The immediate trigger was the fuel decision. State firm Pertamina raised the price of 92-octane Pertamax on June 10 to 16,250 rupiah per litre from 12,300 rupiah, a 32.1 percent increase. Pertamax Green rose 31.8 percent to 17,000 rupiah per litre, while subsidised 90-octane Pertalite stayed unchanged. The move came after Bank Indonesia delivered an off-cycle 25-basis-point rate hike and as budget data showed the cost of fuel, power and fertiliser subsidies had jumped 208 percent in May from a year earlier.

For the students, the higher pump prices were evidence of a deeper problem: a government they say is spending too heavily on flagship programmes while trimming support elsewhere.

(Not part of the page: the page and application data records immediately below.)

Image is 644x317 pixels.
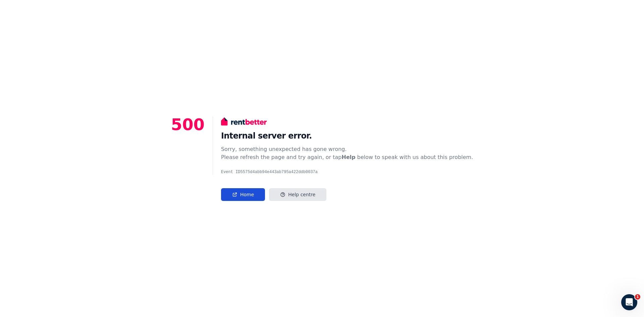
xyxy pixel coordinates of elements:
iframe: Intercom live chat [621,294,637,311]
p: Please refresh the page and try again, or tap below to speak with us about this problem. [221,153,473,161]
a: Help centre [269,188,326,201]
p: Sorry, something unexpected has gone wrong. [221,146,473,153]
h1: Internal server error. [221,131,473,142]
span: 1 [635,294,640,300]
img: RentBetter logo [221,117,267,126]
pre: Event ID 5575d4abb94e443ab795a422ddb0037a [221,170,473,175]
strong: Help [342,154,356,161]
p: 500 [171,117,205,201]
a: Home [221,188,265,201]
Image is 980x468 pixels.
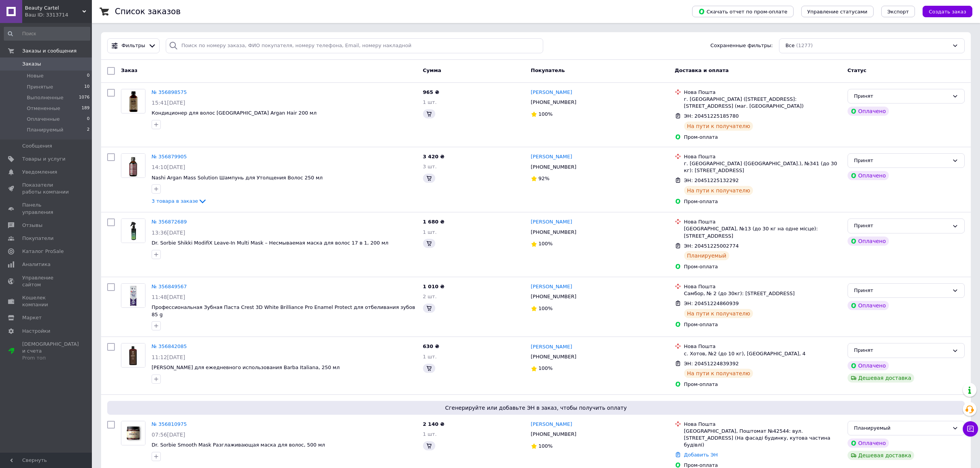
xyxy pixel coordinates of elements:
div: Пром-оплата [684,198,841,205]
span: 2 [87,126,90,134]
a: № 356810975 [151,421,186,427]
span: Покупатель [531,67,565,73]
div: Оплачено [848,106,889,115]
div: На пути к получателю [684,368,754,378]
h1: Список заказов [115,7,181,16]
span: [PERSON_NAME] для ежедневного использования Barba Italiana, 250 мл [151,364,340,370]
span: Dr. Sorbie Smooth Mask Разглаживающая маска для волос, 500 мл [151,442,325,447]
span: 11:48[DATE] [151,294,185,300]
a: 3 товара в заказе [151,198,207,204]
span: Показатели работы компании [22,182,71,195]
div: Принят [854,286,950,295]
div: Пром-оплата [684,321,841,328]
span: Планируемый [26,126,63,134]
div: Принят [854,93,950,101]
div: Пром-оплата [684,264,841,271]
span: ЭН: 20451225185780 [684,113,739,119]
a: [PERSON_NAME] [531,153,573,160]
img: Фото товару [121,153,145,178]
div: [GEOGRAPHIC_DATA], Поштомат №42544: вул. [STREET_ADDRESS] (На фасаді будинку, кутова частина буді... [684,428,841,448]
span: Оплаченные [26,115,60,123]
span: Сохраненные фильтры: [711,42,773,50]
div: Оплачено [848,301,889,310]
span: Все [786,42,795,50]
span: Управление статусами [807,9,868,15]
div: с. Хотов, №2 (до 10 кг), [GEOGRAPHIC_DATA], 4 [684,351,841,358]
a: [PERSON_NAME] [531,89,573,96]
span: Маркет [22,315,42,321]
span: ЭН: 20451224839392 [684,361,739,366]
span: (1277) [796,43,813,48]
div: Ваш ID: 3313714 [25,12,92,19]
span: Отзывы [22,222,43,229]
span: Beauty Cartel [25,5,82,12]
span: ЭН: 20451224860939 [684,301,739,306]
span: Сообщения [22,143,52,149]
a: Кондиционер для волос [GEOGRAPHIC_DATA] Argan Hair 200 мл [151,110,316,115]
div: Оплачено [848,439,889,447]
button: Управление статусами [801,6,874,18]
span: 2 шт. [424,294,437,299]
span: Фильтры [122,42,145,50]
span: Покупатели [22,235,54,242]
img: Фото товару [121,421,145,445]
span: 100% [539,306,553,312]
span: [DEMOGRAPHIC_DATA] и счета [22,341,79,362]
div: Оплачено [848,236,889,245]
span: Выполненные [26,95,63,102]
button: Экспорт [881,6,916,18]
div: На пути к получателю [684,186,754,195]
div: Пром-оплата [684,381,841,388]
span: 3 шт. [424,164,437,169]
span: Товары и услуги [22,155,65,162]
a: Профессиональная Зубная Паста Crest 3D White Brilliance Pro Enamel Protect для отбеливания зубов ... [151,305,415,318]
span: 100% [539,444,553,448]
span: 100% [539,365,553,371]
div: г. [GEOGRAPHIC_DATA] ([GEOGRAPHIC_DATA].), №341 (до 30 кг): [STREET_ADDRESS] [684,160,841,174]
img: Фото товару [121,283,145,308]
span: 965 ₴ [424,89,439,95]
span: Аналитика [22,261,51,268]
span: 13:36[DATE] [151,230,185,235]
div: На пути к получателю [684,309,754,319]
div: Prom топ [22,355,79,362]
a: [PERSON_NAME] [531,219,573,226]
div: [PHONE_NUMBER] [530,162,578,172]
span: 10 [84,84,90,91]
a: Фото товару [121,219,145,243]
div: Нова Пошта [684,283,841,290]
div: Самбор, № 2 (до 30кг): [STREET_ADDRESS] [684,290,841,297]
div: [PHONE_NUMBER] [530,292,578,302]
a: [PERSON_NAME] [531,283,573,290]
a: [PERSON_NAME] [531,344,573,351]
span: Каталог ProSale [22,248,63,255]
img: Фото товару [121,219,145,242]
div: [PHONE_NUMBER] [530,429,578,440]
img: Фото товару [121,344,145,367]
span: Заказы и сообщения [22,48,76,55]
span: ЭН: 20451225132292 [684,178,739,184]
a: Добавить ЭН [684,452,718,457]
a: № 356849567 [151,283,186,289]
span: 100% [539,111,553,117]
span: Уведомления [22,169,57,176]
span: Статус [848,67,867,73]
span: 11:12[DATE] [151,355,185,361]
div: [PHONE_NUMBER] [530,352,578,362]
div: Нова Пошта [684,153,841,160]
span: Настройки [22,327,50,335]
span: 0 [87,72,90,79]
input: Поиск по номеру заказа, ФИО покупателя, номеру телефона, Email, номеру накладной [166,38,544,54]
button: Создать заказ [923,6,973,18]
span: Создать заказ [929,9,966,15]
span: 3 420 ₴ [424,153,444,159]
span: Сумма [424,67,441,73]
span: 92% [539,176,550,182]
div: Принят [854,156,950,165]
a: Nashi Argan Mass Solution Шампунь для Утолщения Волос 250 мл [151,175,323,181]
div: Нова Пошта [684,421,841,428]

Protesters carried signs demanding the fuel increase be cancelled and used the phrase “Wall of Shame” for the cabinet. Yatalathof Ma'shum Imawan said the protest had five demands, including cancelling the free meals and village cooperatives programmes, lowering fuel and staple food prices, and ending what they called wasteful spending. Rafael Arreva said wasteful spending on free meals had created a fiscal situation in which subsidies were withdrawn.

The backlash is sharpening because Prabowo’s economic strategy is already under strain. He took office in October 2024 and has promised 8 percent growth, but investors have been unnerved by his populist policies, including pressure on the central bank and expansive spending on social programmes and fuel subsidies. The fuel protest has become a proxy for a broader test of whether his administration can balance political promises with fiscal discipline.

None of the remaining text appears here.